[RFC v1] [GSoC] Add test for -l/--syscall-limit option

Dmitry V. Levin ldv at strace.io
Sat Feb 25 21:04:31 UTC 2023


On Sat, Feb 25, 2023 at 09:47:34PM +0530, Sahil Siddiq wrote:
> On Friday, 24 February 2023 23:45:58 IST Dmitry V. Levin wrote:
[...]
> > Note that your --syscall-limit implementation detaches from the parent
> > process in a way that causes it to be killed by strace with SIGTERM,
> > so the remaining code is not reached.  I'm not sure you planned to
> > implement --syscall-limit this way, and I'm doubt that users would
> > expect such behavior.  This is also in contrast with --detach-on=execve
> > which also detaches its tracee but doesn't kill it, see detach_on_execve
> > handling in maybe_allocate_tcb().
> 
> No, it wasn't my intention to kill the tracee with SIGTERM on detaching.
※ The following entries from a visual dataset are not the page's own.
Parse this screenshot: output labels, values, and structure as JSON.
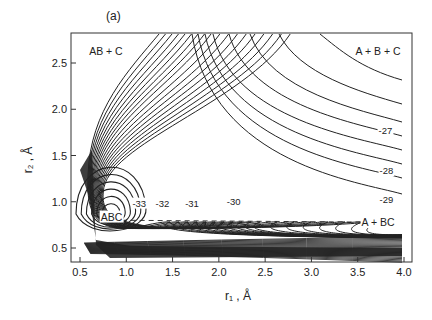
{
  "figure": {
    "panel_label": "(a)",
    "background": "#ffffff",
    "ink": "#222222"
  },
  "chart_data": {
    "type": "contour",
    "title": "",
    "panel_label": "(a)",
    "xlabel": "r₁ , Å",
    "ylabel": "r₂ , Å",
    "xlim": [
      0.4,
      4.05
    ],
    "ylim": [
      0.35,
      2.8
    ],
    "grid": false,
    "x_ticks": [
      0.5,
      1.0,
      1.5,
      2.0,
      2.5,
      3.0,
      3.5,
      4.0
    ],
    "x_tick_labels": [
      "0.5",
      "1.0",
      "1.5",
      "2.0",
      "2.5",
      "3.0",
      "3.5",
      "4.0"
    ],
    "y_ticks": [
      0.5,
      1.0,
      1.5,
      2.0,
      2.5
    ],
    "y_tick_labels": [
      "0.5",
      "1.0",
      "1.5",
      "2.0",
      "2.5"
    ],
    "region_labels": [
      {
        "text": "AB + C",
        "x": 0.78,
        "y": 2.63
      },
      {
        "text": "A + B + C",
        "x": 3.72,
        "y": 2.63
      },
      {
        "text": "ABC",
        "x": 0.84,
        "y": 0.84
      },
      {
        "text": "A + BC",
        "x": 3.72,
        "y": 0.78
      }
    ],
    "contour_labels": [
      {
        "text": "-33",
        "x": 1.14,
        "y": 0.98
      },
      {
        "text": "-32",
        "x": 1.39,
        "y": 0.98
      },
      {
        "text": "-31",
        "x": 1.71,
        "y": 0.98
      },
      {
        "text": "-30",
        "x": 2.16,
        "y": 1.0
      },
      {
        "text": "-29",
        "x": 3.81,
        "y": 1.02
      },
      {
        "text": "-28",
        "x": 3.81,
        "y": 1.33
      },
      {
        "text": "-27",
        "x": 3.8,
        "y": 1.76
      }
    ],
    "minimum": {
      "label": "ABC",
      "r1": 0.84,
      "r2": 0.84
    },
    "reaction_path": {
      "style": "dashed",
      "from": [
        0.95,
        0.8
      ],
      "to": [
        3.55,
        0.78
      ],
      "label": "A + BC"
    },
    "contour_levels_labeled": [
      -33,
      -32,
      -31,
      -30,
      -29,
      -28,
      -27
    ],
    "series": [
      {
        "name": "closed_well_contours",
        "count": 6
      },
      {
        "name": "open_contours_to_top",
        "count": 18
      },
      {
        "name": "contours_to_right_edge",
        "count": 8
      },
      {
        "name": "repulsive_wall",
        "description": "dense band near r2 ≈ 0.45–0.55 and r1 ≈ 0.5–0.6"
      }
    ]
  }
}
I'll take
> a look at --detach-on=execve to understand the detaching process better.
> 
> > > +       printf("+++ exited with 0 +++\n");
> > > +
> > > +       ppid = getpid();
> > > +       ppid = getppid();
> > > +       printf("%u getpid() = %d\n", pid, pid);
> > > +       printf("%u getppid() = %d\n", pid, ppid);
> > > +       printf("+++ exited with 0 +++\n");
> > > +       return WEXITSTATUS(status);
> > > +}
> >
> > So this code works unless executed under strace --syscall-limit.
> 
> Yes, this is what I expect when a process is started under strace with the
> --syscall-limit option (strace --syscall-limit=NUMBER process). But if the
> process is already running as a stand-alone process, and strace is attached
> to the process via the -p option, then I would expect the process to run to
> completion normally even after getting detached from strace.

When strace terminates, it detaches from all its tracees, but it also
terminates the process it started.  Besides that, it doesn't try to
terminate any other tracee.  See cleanup() for details.